Tuesday 16 April 2019

Notre Dame

Terrible to see the overnight images from Paris of a burning Notre Dame, and to read the evident shock and grief in the faces of those looking on as one of France's – and the world's – great, genuinely iconic buildings seemed to be heading for total destruction. Today we learn that, although the wooden roof and much else is lost, the stone structure is intact and many artefacts have been rescued. It is already clear that there is a strong will to restore and reconstruct the cathedral to any extent necessary – so strong that one wealthy businessman has already pledged an incredibly generous 100 million euros to the work. I would confidently predict that, in a few decades, it will be as if nothing had happened, and Notre Dame will be restored to something very like – perhaps all but indistinguishable from – its former glory.
  When we look at a cathedral, what we are seeing is rarely the original structure – whatever 'original' means in such a context: most cathedrals replaced (or partially incorporated) an existing building, which itself might have replaced something earlier still. What we see is the result of a centuries-long process of building and rebuilding, demolition and replacement, repair and restoration, and adaptation to changing uses, both liturgical and secular (in Revolutionary times, Notre Dame was stripped and desecrated, and served as a Temple of Reason and a Temple of the Supreme Being). And, amid all these changes, there were also the ever-present threats of fire and structural collapse – towers and spires being particularly liable to the latter. Take Chichester cathedral, which I visited a few weeks ago: a fire in 1187 burnt out the building (and much of the town), the southwest tower collapsed in 1210 and was rebuilt, the northwest tower came down in 1635 and wasn't rebuilt till 1901, and the spire fell in on itself in 1861 and was promptly rebuilt, along with the central tower, by the tireless George Gilbert Scott (almost as tireless as his French equivalent, Viollet-le-Duc, who remodelled much of Notre Dame between 1844 and 1864, adding the famous spire). As well as all this necessary rebuilding and restoration at Chichester, there were also many modifications and reorderings of the interior over the years – including the installation of the Arundel 'tomb' made famous by Philip Larkin. And yet, when we look at Chichester cathedral, we still see a single thing, despite all the changes and remakings – an essence, a continuity. And so it will be with Notre Dame de Paris.

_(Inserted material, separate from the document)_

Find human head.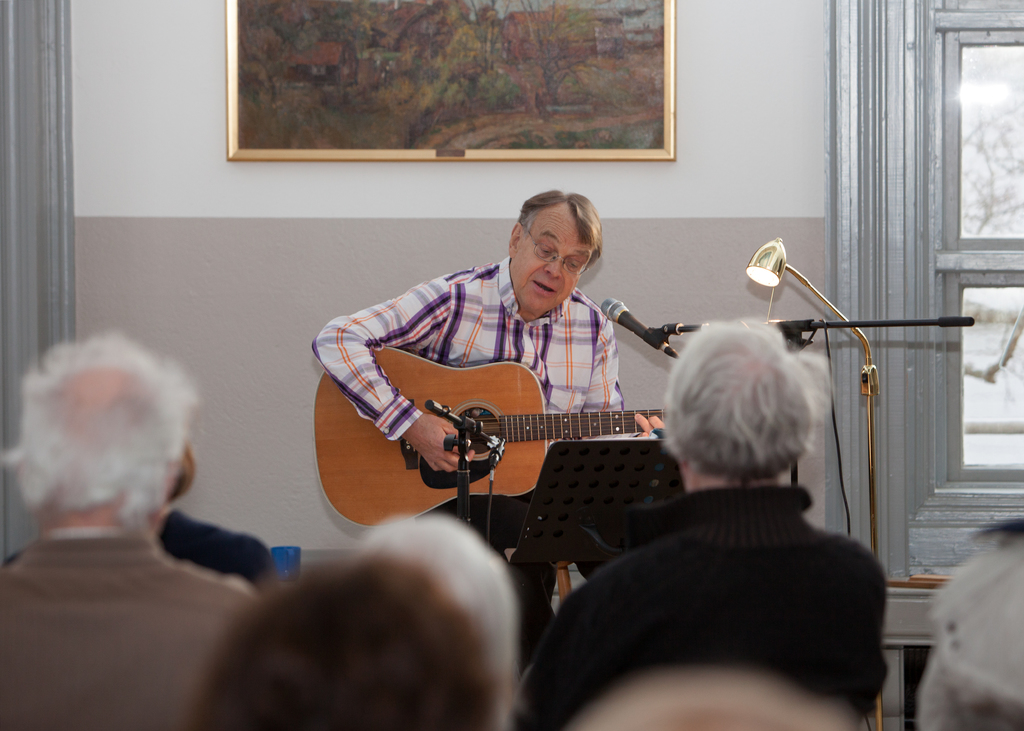
355,513,519,728.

  As I watched the roof of Notre Dame burning, it put me in mind of the destruction of the old St Paul's in the Great Fire of London – and of a remarkable survival: Nicholas Stone's great monument to John Donne. Here, in an exclusive extract from my forthcoming book, I recall its happy escape...

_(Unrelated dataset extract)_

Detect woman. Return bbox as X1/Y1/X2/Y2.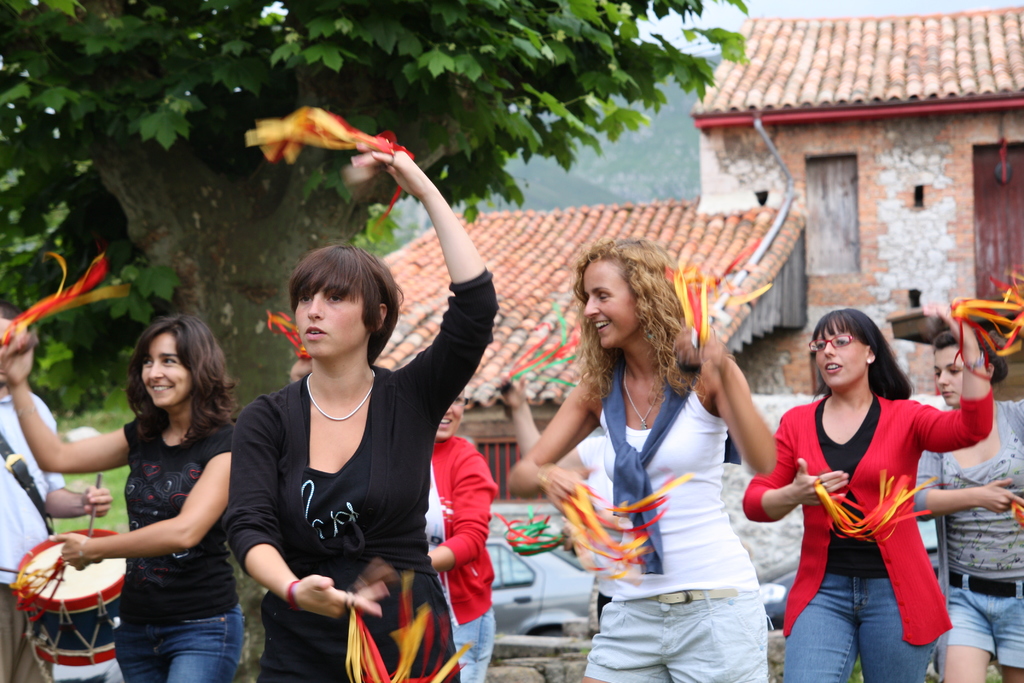
534/236/788/662.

'When the old St Paul’s Cathedral was all but destroyed in the Great Fire of 1666, huge quantities of molten lead crashed down from what had been the roof and carried on downward, through the floor and into the crypt, destroying practically everything in the church and leaving nothing but ruined fragments of its former glories. What monuments survived were hideously mutilated – heads or limbs missing, grand effigies reduced to charred remnants, eerily reminiscent now of Giacometti sculptures. One monument, however, made of a single piece of white marble, slid off its pedestal intact, plummeted into the vault, and survived virtually unmarked. This was Stone’s monument to Donne, which lay unregarded among the rubble and fragmentary remains in the vault until near the end of the nineteenth century, by which time Donne’s poetry, long dismissed as flashy and uncouth, was being rediscovered. The great monument was rescued and reinstated where it still stands, in its niche in the Dean’s Aisle. If you look closely, you can still see a little scorching on the urn, the only mark of its extraordinary ordeal by fire.' 

  Donne's monument returned to the crypt for safe keeping during the Blitz. His successor as Dean, Walter Matthews, slept beside it, perhaps trusting that, having survived the Great Fire, it could survive anything.